If you follow the links at the ends of Rifftides items, you’ll know that the distinguished Toronto broadcaster Ted O’Reilly commented on the recent Rod Levitt item. In his restrained way, O’Reilly wrote, in part:
Wow, yeah! Rod Levitt. In the ’60s RCA Canada did not release those LPs in Canada, but John Norris was running the jazz department at the main Sam The Record Man store and astutely imported some US copies. I got them all for the radio station where I worked, and played the hell out of them all.
That prompted Mr. Jazzolog to respond with a comment of his own:
What a treat to run the names and sounds of both Rod Levitt and Ted O’Reilly through my head on the same page! One of the worst parts of moving from the Buffalo area down into the wilds of southeast Ohio a number of years ago was not hearing Ted’s wonderful radio show out of Toronto anymore. He’s the kind of DJ who segues from Jelly Roll Morton to the Art Ensemble of Chicago without batting an earplug. Great to see his comment! Now, how about someone reflecting on the work of Tom Talbert…whose last CDs I’m scrambling through the Net to find?

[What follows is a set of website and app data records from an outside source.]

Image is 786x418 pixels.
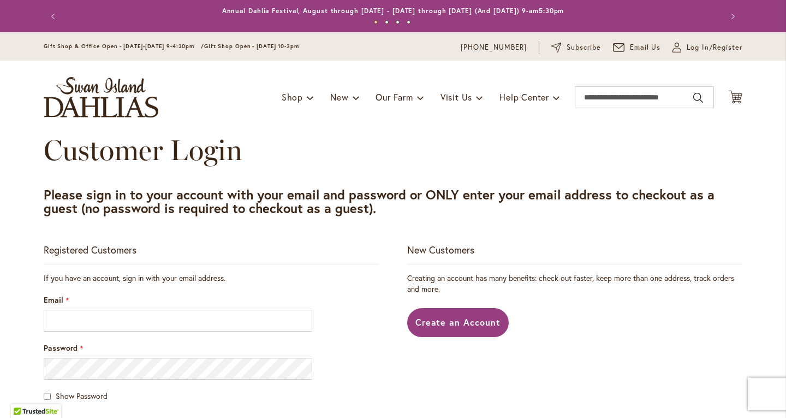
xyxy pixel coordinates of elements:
[407,20,411,24] button: 4 of 4
[416,316,501,328] span: Create an Account
[44,43,204,50] span: Gift Shop & Office Open - [DATE]-[DATE] 9-4:30pm /
[44,5,66,27] button: Previous
[44,186,715,217] strong: Please sign in to your account with your email and password or ONLY enter your email address to c...
[44,133,242,167] span: Customer Login
[567,42,601,53] span: Subscribe
[44,294,63,305] span: Email
[500,91,549,103] span: Help Center
[441,91,472,103] span: Visit Us
[613,42,661,53] a: Email Us
[56,390,108,401] span: Show Password
[204,43,299,50] span: Gift Shop Open - [DATE] 10-3pm
[407,308,509,337] a: Create an Account
[551,42,601,53] a: Subscribe
[330,91,348,103] span: New
[687,42,743,53] span: Log In/Register
[44,272,379,283] div: If you have an account, sign in with your email address.
[407,272,743,294] p: Creating an account has many benefits: check out faster, keep more than one address, track orders...
[396,20,400,24] button: 3 of 4
[44,243,137,256] strong: Registered Customers
[44,77,158,117] a: store logo
[673,42,743,53] a: Log In/Register
[630,42,661,53] span: Email Us
[222,7,565,15] a: Annual Dahlia Festival, August through [DATE] - [DATE] through [DATE] (And [DATE]) 9-am5:30pm
[407,243,474,256] strong: New Customers
[461,42,527,53] a: [PHONE_NUMBER]
[282,91,303,103] span: Shop
[721,5,743,27] button: Next
[385,20,389,24] button: 2 of 4
[374,20,378,24] button: 1 of 4
[376,91,413,103] span: Our Farm
[44,342,78,353] span: Password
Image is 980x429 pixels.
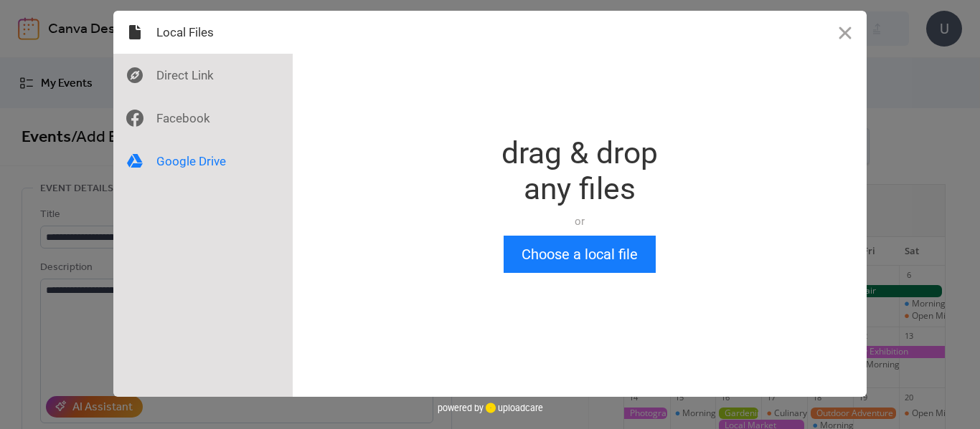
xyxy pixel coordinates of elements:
div: Direct Link [113,54,293,97]
button: Close [824,11,867,54]
div: or [501,214,658,229]
div: Local Files [113,11,293,54]
a: uploadcare [483,402,543,413]
div: powered by [438,397,543,419]
div: Google Drive [113,140,293,183]
div: Facebook [113,97,293,140]
div: drag & drop any files [501,136,658,207]
button: Choose a local file [504,236,656,273]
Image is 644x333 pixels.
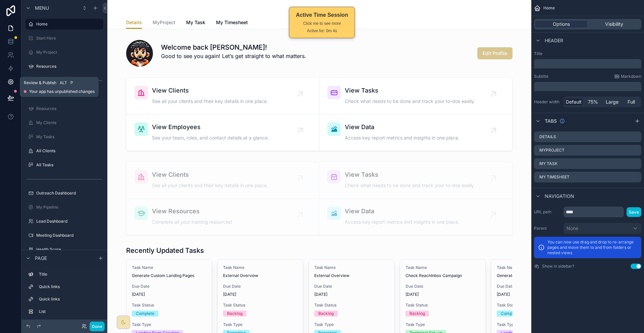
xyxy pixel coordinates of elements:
[26,202,103,213] a: My Pipeline
[186,19,205,26] span: My Task
[216,19,248,26] span: My Timesheet
[26,244,103,255] a: Health Score
[605,21,623,27] span: Visibility
[296,20,348,26] div: Click me to see more
[534,99,561,104] label: Header width
[39,296,101,302] label: Quick links
[36,148,102,153] label: All Clients
[36,219,102,224] label: Lead Dashboard
[539,134,556,139] label: Details
[534,209,561,214] label: URL path
[545,37,563,44] span: Header
[628,99,635,105] span: Full
[36,22,99,27] label: Home
[534,226,561,231] label: Parent
[60,80,67,85] span: Alt
[26,33,103,44] a: Start Here
[186,16,205,30] a: My Task
[29,89,94,94] span: Your app has unpublished changes
[545,193,574,199] span: Navigation
[547,239,637,255] p: You can now use drag and drop to re-arrange pages and move them to and from folders or nested views
[126,19,142,26] span: Details
[36,64,102,69] label: Resources
[26,117,103,128] a: My Clients
[26,19,103,29] a: Home
[36,191,102,196] label: Outreach Dashboard
[26,131,103,142] a: My Tasks
[24,80,56,85] span: Review & Publish
[296,28,348,34] div: Active for: 0m 4s
[588,99,598,105] span: 75%
[26,188,103,198] a: Outreach Dashboard
[153,16,176,30] a: MyProject
[36,247,102,252] label: Health Score
[543,5,555,11] span: Home
[36,204,102,210] label: My Pipeline
[39,284,101,289] label: Quick links
[35,5,49,11] span: Menu
[627,207,641,217] button: Save
[36,36,102,41] label: Start Here
[26,47,103,58] a: My Project
[90,321,104,331] button: Done
[26,61,103,72] a: Resources
[534,74,548,79] label: Subtitle
[153,19,176,26] span: MyProject
[606,99,618,105] span: Large
[35,255,47,262] span: Page
[614,74,641,79] a: Markdown
[296,11,348,19] div: Active Time Session
[39,309,101,314] label: List
[566,225,578,232] span: None
[39,272,101,277] label: Title
[539,174,569,180] label: My Timesheet
[534,82,641,91] div: scrollable content
[216,16,248,30] a: My Timesheet
[566,99,582,105] span: Default
[36,134,102,139] label: My Tasks
[36,162,102,168] label: All Tasks
[534,59,641,68] div: scrollable content
[563,223,641,234] button: None
[26,230,103,241] a: Meeting Dashboard
[26,145,103,156] a: All Clients
[542,263,574,269] label: Show in sidebar?
[69,80,75,85] span: P
[539,148,565,153] label: MyProject
[545,118,557,124] span: Tabs
[36,120,102,125] label: My Clients
[621,74,641,79] span: Markdown
[553,21,570,27] span: Options
[36,106,102,111] label: Resources
[26,103,103,114] a: Resources
[36,233,102,238] label: Meeting Dashboard
[539,161,557,166] label: My Task
[126,16,142,29] a: Details
[534,51,641,56] label: Title
[26,216,103,226] a: Lead Dashboard
[26,159,103,170] a: All Tasks
[22,266,107,320] div: scrollable content
[36,50,102,55] label: My Project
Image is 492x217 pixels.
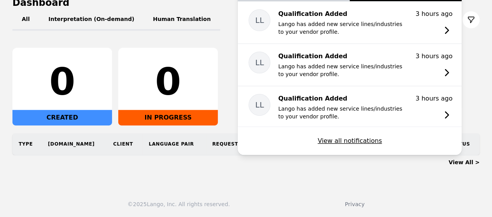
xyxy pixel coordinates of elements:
button: All [12,9,39,31]
p: Qualification Added [278,9,402,19]
th: Type [12,133,42,155]
a: View All > [448,159,479,166]
p: Lango has added new service lines/industries to your vendor profile. [278,63,402,78]
span: LL [255,15,264,26]
th: [DOMAIN_NAME] [42,133,107,155]
div: 0 [124,63,211,101]
p: Lango has added new service lines/industries to your vendor profile. [278,20,402,36]
th: Language Pair [142,133,206,155]
time: 3 hours ago [415,10,452,17]
a: Privacy [345,201,365,208]
button: Filter [462,11,479,28]
time: 3 hours ago [415,95,452,102]
div: IN PROGRESS [118,110,218,126]
p: Qualification Added [278,52,402,61]
button: Interpretation (On-demand) [39,9,143,31]
span: LL [255,100,264,110]
time: 3 hours ago [415,52,452,60]
th: Client [107,133,142,155]
th: Requester [206,133,256,155]
div: 0 [19,63,106,101]
div: © 2025 Lango, Inc. All rights reserved. [128,201,230,208]
p: Lango has added new service lines/industries to your vendor profile. [278,105,402,121]
div: CREATED [12,110,112,126]
p: Qualification Added [278,94,402,103]
span: LL [255,57,264,68]
button: View all notifications [318,136,382,146]
button: Human Translation [143,9,220,31]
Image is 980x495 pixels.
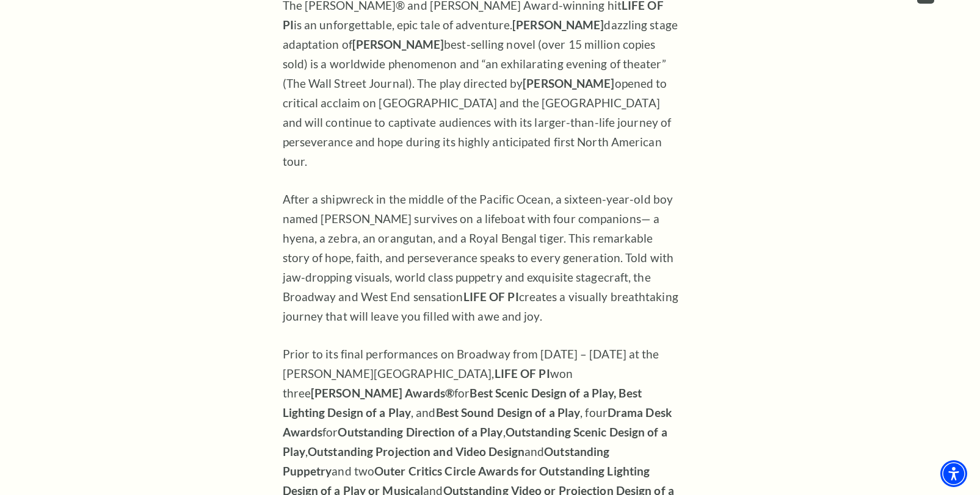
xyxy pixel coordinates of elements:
strong: Drama Desk Awards [283,405,671,439]
strong: Best Lighting Design of a Play [283,386,641,419]
strong: LIFE OF PI [494,366,550,381]
strong: Outstanding Puppetry [283,445,610,478]
div: Accessibility Menu [940,460,967,487]
strong: [PERSON_NAME] [522,77,614,90]
strong: Best Scenic Design of a Play, [469,386,616,400]
strong: [PERSON_NAME] [512,17,604,31]
strong: Outstanding Direction of a Play [338,425,502,439]
strong: [PERSON_NAME] Awards® [311,386,454,400]
p: After a shipwreck in the middle of the Pacific Ocean, a sixteen-year-old boy named [PERSON_NAME] ... [283,190,680,326]
strong: Best Sound Design of a Play [436,405,581,419]
strong: Outstanding Scenic Design of a Play [283,425,667,458]
strong: LIFE OF PI [463,290,519,304]
strong: Outstanding Projection and Video Design [307,445,524,458]
strong: [PERSON_NAME] [352,37,444,51]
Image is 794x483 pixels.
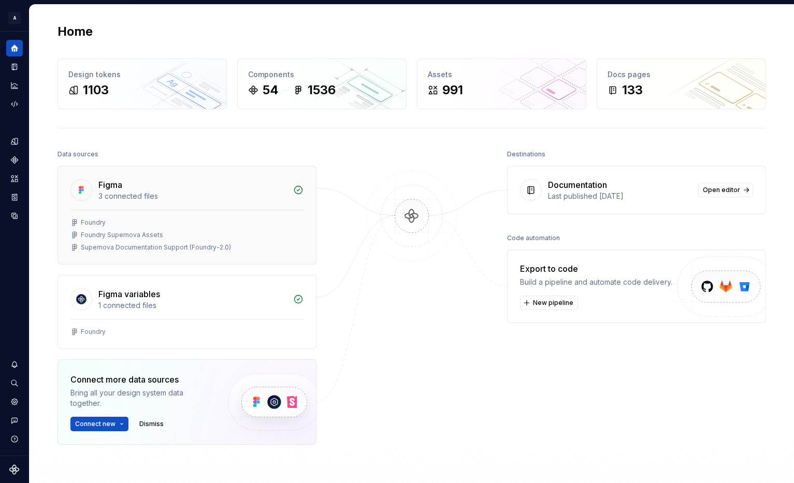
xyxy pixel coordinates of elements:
[57,275,317,349] a: Figma variables1 connected filesFoundry
[507,231,560,246] div: Code automation
[81,243,231,252] div: Supernova Documentation Support (Foundry-2.0)
[6,356,23,373] button: Notifications
[81,328,106,336] div: Foundry
[81,231,163,239] div: Foundry Supernova Assets
[548,179,607,191] div: Documentation
[57,59,227,109] a: Design tokens1103
[6,394,23,410] a: Settings
[308,82,336,98] div: 1536
[6,375,23,392] button: Search ⌘K
[417,59,586,109] a: Assets991
[6,208,23,224] a: Data sources
[9,465,20,475] svg: Supernova Logo
[6,170,23,187] a: Assets
[57,23,93,40] h2: Home
[520,263,672,275] div: Export to code
[507,147,545,162] div: Destinations
[6,77,23,94] a: Analytics
[248,69,396,80] div: Components
[70,373,210,386] div: Connect more data sources
[135,417,168,432] button: Dismiss
[98,300,287,311] div: 1 connected files
[139,420,164,428] span: Dismiss
[81,219,106,227] div: Foundry
[698,183,753,197] a: Open editor
[70,417,128,432] button: Connect new
[83,82,109,98] div: 1103
[98,288,160,300] div: Figma variables
[548,191,692,202] div: Last published [DATE]
[608,69,755,80] div: Docs pages
[98,191,287,202] div: 3 connected files
[57,166,317,265] a: Figma3 connected filesFoundryFoundry Supernova AssetsSupernova Documentation Support (Foundry-2.0)
[57,147,98,162] div: Data sources
[70,388,210,409] div: Bring all your design system data together.
[6,40,23,56] a: Home
[520,296,578,310] button: New pipeline
[6,152,23,168] a: Components
[703,186,740,194] span: Open editor
[263,82,279,98] div: 54
[6,96,23,112] a: Code automation
[6,412,23,429] button: Contact support
[6,133,23,150] a: Design tokens
[622,82,643,98] div: 133
[6,189,23,206] a: Storybook stories
[98,179,122,191] div: Figma
[533,299,573,307] span: New pipeline
[6,59,23,75] a: Documentation
[75,420,116,428] span: Connect new
[442,82,463,98] div: 991
[8,12,21,24] div: A
[597,59,766,109] a: Docs pages133
[428,69,576,80] div: Assets
[520,277,672,287] div: Build a pipeline and automate code delivery.
[68,69,216,80] div: Design tokens
[237,59,407,109] a: Components541536
[2,7,27,29] button: A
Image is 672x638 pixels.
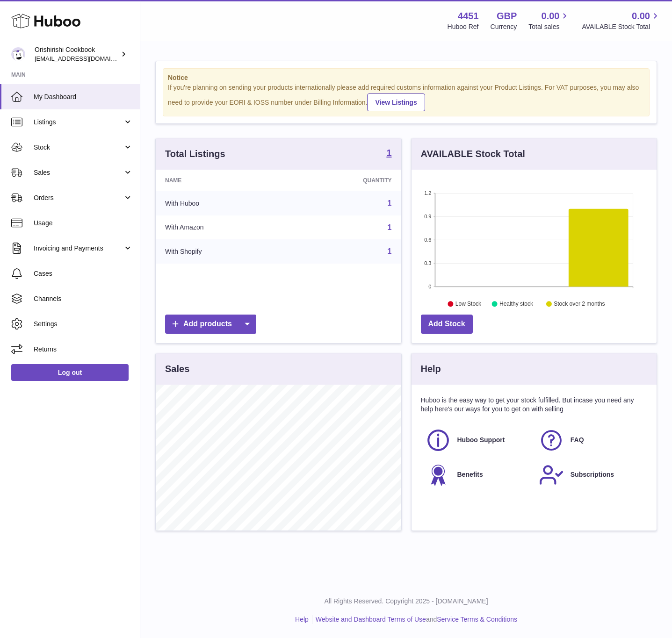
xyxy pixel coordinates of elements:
strong: 4451 [458,9,479,22]
span: Returns [34,345,133,354]
a: Add products [165,314,256,334]
a: 1 [388,223,392,231]
span: Channels [34,295,133,303]
text: 1.2 [425,191,431,196]
a: Service Terms & Conditions [437,616,517,623]
td: With Huboo [156,191,290,216]
span: Total sales [528,22,571,31]
th: Name [156,170,290,191]
h3: Sales [165,362,189,375]
div: Currency [491,22,517,31]
span: AVAILABLE Stock Total [582,22,661,31]
span: Invoicing and Payments [34,244,123,253]
text: Healthy stock [499,301,534,307]
span: Benefits [457,471,483,479]
span: Sales [34,168,123,177]
span: Settings [34,319,133,329]
text: 0.9 [425,214,431,219]
strong: GBP [497,9,517,22]
text: Low Stock [455,301,481,307]
text: 0 [429,283,431,289]
p: Huboo is the easy way to get your stock fulfilled. But incase you need any help here's our ways f... [421,396,648,414]
p: All Rights Reserved. Copyright 2025 - [DOMAIN_NAME] [148,597,665,606]
span: Huboo Support [457,435,505,445]
a: 1 [388,247,392,255]
span: Stock [34,143,123,152]
td: With Amazon [156,216,290,240]
span: [EMAIL_ADDRESS][DOMAIN_NAME] [34,55,137,62]
a: Website and Dashboard Terms of Use [315,616,426,623]
text: Stock over 2 months [554,301,605,307]
h3: Help [421,362,441,375]
span: Cases [34,270,133,278]
a: 1 [387,149,392,160]
h3: Total Listings [165,148,225,161]
text: 0.3 [425,260,431,266]
a: Help [296,616,309,623]
li: and [313,615,517,624]
a: 0.00 Total sales [528,9,571,31]
span: My Dashboard [34,93,133,101]
span: Subscriptions [571,471,614,479]
a: 0.00 AVAILABLE Stock Total [582,9,661,31]
span: 0.00 [541,9,560,22]
span: Listings [34,118,123,127]
span: Orders [34,193,123,203]
div: If you're planning on sending your products internationally please add required customs informati... [168,83,645,112]
a: Huboo Support [425,428,529,453]
th: Quantity [290,170,401,191]
strong: Notice [168,73,645,82]
img: internalAdmin-4451@internal.huboo.com [11,47,25,61]
a: Log out [11,364,129,381]
div: Orishirishi Cookbook [34,46,119,63]
span: Usage [34,219,133,228]
a: 1 [388,199,392,207]
a: Add Stock [421,314,473,334]
td: With Shopify [156,240,290,264]
span: 0.00 [632,9,651,22]
div: Huboo Ref [448,22,479,31]
a: Benefits [425,462,529,488]
a: Subscriptions [539,462,643,488]
span: FAQ [571,435,584,445]
h3: AVAILABLE Stock Total [421,148,525,161]
strong: 1 [387,149,392,157]
a: FAQ [539,428,643,453]
a: View Listings [367,94,425,112]
text: 0.6 [425,237,431,243]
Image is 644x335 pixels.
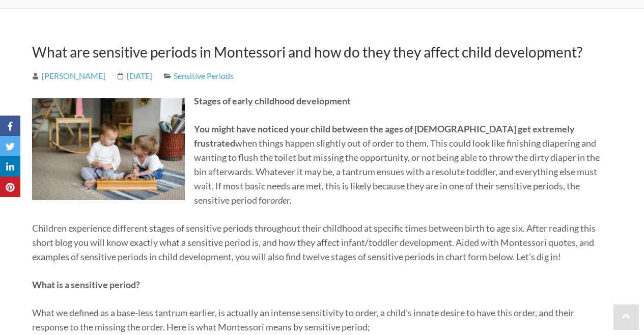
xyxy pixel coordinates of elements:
[32,305,605,334] p: What we defined as a base-less tantrum earlier, is actually an intense sensitivity to order, a ch...
[32,221,605,264] p: Children experience different stages of sensitive periods throughout their childhood at specific ...
[194,123,575,149] strong: You might have noticed your child between the ages of [DEMOGRAPHIC_DATA] get extremely frustrated
[174,71,234,80] a: Sensitive Periods
[270,194,290,206] em: order
[117,71,152,80] a: [DATE]
[194,95,350,107] strong: Stages of early childhood development
[32,279,140,290] strong: What is a sensitive period?
[32,71,105,80] a: [PERSON_NAME]
[32,121,605,207] p: when things happen slightly out of order to them. This could look like finishing diapering and wa...
[127,71,152,80] time: [DATE]
[32,42,605,62] h1: What are sensitive periods in Montessori and how do they they affect child development?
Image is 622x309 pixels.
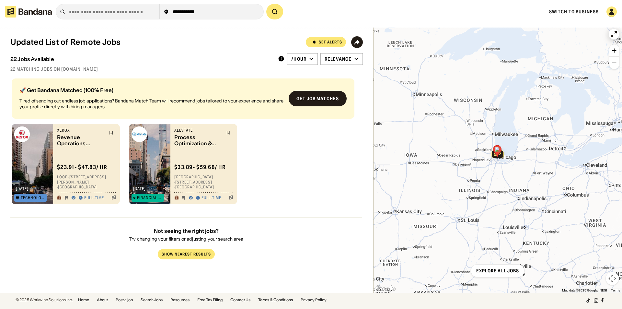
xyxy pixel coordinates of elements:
[19,98,283,109] div: Tired of sending out endless job applications? Bandana Match Team will recommend jobs tailored to...
[97,298,108,302] a: About
[174,134,222,146] div: Process Optimization & Insights Consultant
[141,298,163,302] a: Search Jobs
[562,288,607,292] span: Map data ©2025 Google, INEGI
[21,196,45,200] div: Technology
[291,56,306,62] div: /hour
[325,56,351,62] div: Relevance
[174,175,233,190] div: [GEOGRAPHIC_DATA] · [STREET_ADDRESS] · [GEOGRAPHIC_DATA]
[301,298,326,302] a: Privacy Policy
[129,237,243,241] div: Try changing your filters or adjusting your search area
[84,195,104,200] div: Full-time
[57,164,107,171] div: $ 23.91 - $47.83 / hr
[611,288,620,292] a: Terms (opens in new tab)
[16,298,73,302] div: © 2025 Workwise Solutions Inc.
[476,268,519,273] div: Explore all jobs
[174,128,222,133] div: Allstate
[10,66,363,72] div: 22 matching jobs on [DOMAIN_NAME]
[170,298,189,302] a: Resources
[10,76,362,292] div: grid
[131,126,147,142] img: Allstate logo
[116,298,133,302] a: Post a job
[201,195,221,200] div: Full-time
[16,187,29,190] div: [DATE]
[375,284,396,292] img: Google
[174,164,226,171] div: $ 33.89 - $59.68 / hr
[296,96,339,101] div: Get job matches
[162,252,211,256] div: Show Nearest Results
[197,298,223,302] a: Free Tax Filing
[129,228,243,234] div: Not seeing the right jobs?
[137,196,163,200] div: Financial Services
[57,128,105,133] div: Xerox
[258,298,293,302] a: Terms & Conditions
[375,284,396,292] a: Open this area in Google Maps (opens a new window)
[230,298,250,302] a: Contact Us
[57,134,105,146] div: Revenue Operations Analyst
[10,38,120,47] div: Updated List of Remote Jobs
[14,126,30,142] img: Xerox logo
[319,40,342,44] div: Set Alerts
[133,187,146,190] div: [DATE]
[57,175,116,190] div: Loop · [STREET_ADDRESS][PERSON_NAME] · [GEOGRAPHIC_DATA]
[78,298,89,302] a: Home
[549,9,599,15] a: Switch to Business
[19,87,283,93] div: 🚀 Get Bandana Matched (100% Free)
[10,56,54,62] div: 22 Jobs Available
[5,6,52,17] img: Bandana logotype
[606,272,619,285] button: Map camera controls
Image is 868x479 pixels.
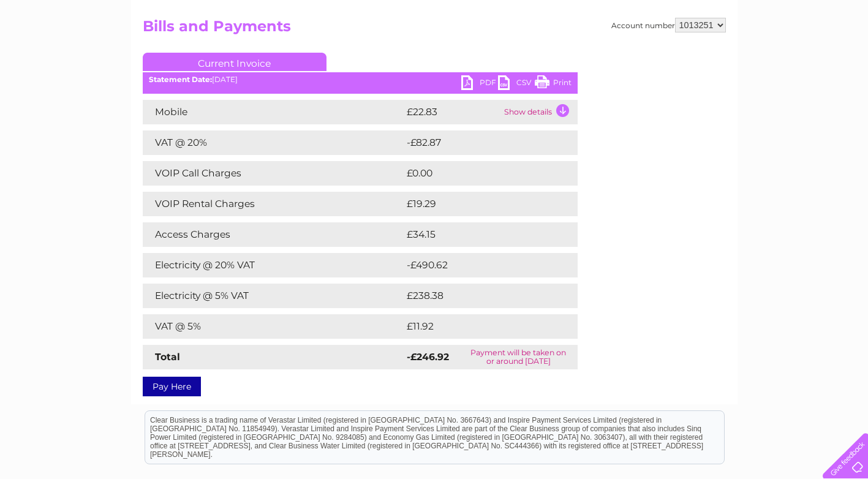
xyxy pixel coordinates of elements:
div: [DATE] [143,75,578,84]
a: Current Invoice [143,53,327,71]
a: Log out [827,52,856,61]
a: Energy [683,52,710,61]
b: Statement Date: [149,75,212,84]
a: PDF [461,75,498,93]
a: Water [652,52,676,61]
a: Telecoms [717,52,754,61]
td: Electricity @ 5% VAT [143,283,404,308]
td: £11.92 [404,314,550,339]
td: £19.29 [404,191,552,216]
h2: Bills and Payments [143,17,726,41]
td: -£490.62 [404,253,558,278]
a: Print [535,75,572,93]
td: Show details [502,99,578,124]
a: 0333 014 3131 [638,6,722,22]
a: Contact [787,52,817,61]
td: VAT @ 20% [143,130,404,155]
td: Electricity @ 20% VAT [143,253,404,278]
div: Account number [612,17,726,32]
td: £238.38 [404,283,556,308]
td: VOIP Rental Charges [143,191,404,216]
strong: Total [155,351,180,363]
a: Pay Here [143,377,201,396]
td: VAT @ 5% [143,314,404,339]
td: Payment will be taken on or around [DATE] [459,345,577,370]
td: £34.15 [404,222,552,247]
td: £0.00 [404,161,550,186]
td: VOIP Call Charges [143,161,404,186]
td: -£82.87 [404,130,555,155]
img: logo.png [31,31,93,70]
td: Mobile [143,99,404,124]
td: Access Charges [143,222,404,247]
div: Clear Business is a trading name of Verastar Limited (registered in [GEOGRAPHIC_DATA] No. 3667643... [145,7,725,60]
a: Blog [762,52,779,61]
strong: -£246.92 [407,351,449,363]
a: CSV [498,75,535,93]
td: £22.83 [404,99,502,124]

Someone did so a year-and-a-half ago, shortly after Talbert died. From the Rifftides archives:
An elegant, soft-spoken man, he was an early and drastically overlooked composer, arranger and band leader on the west coast before West Coast Jazz was a category…The recordings Talbert made shortly after World War Two sound fresh today. Art Pepper fell in love with Tom’s treatment of “Over the Rainbow” and adopted the song as his signature tune.
To read the whole thing, complete with leads to some of Tom Talbert’s recordings, go here.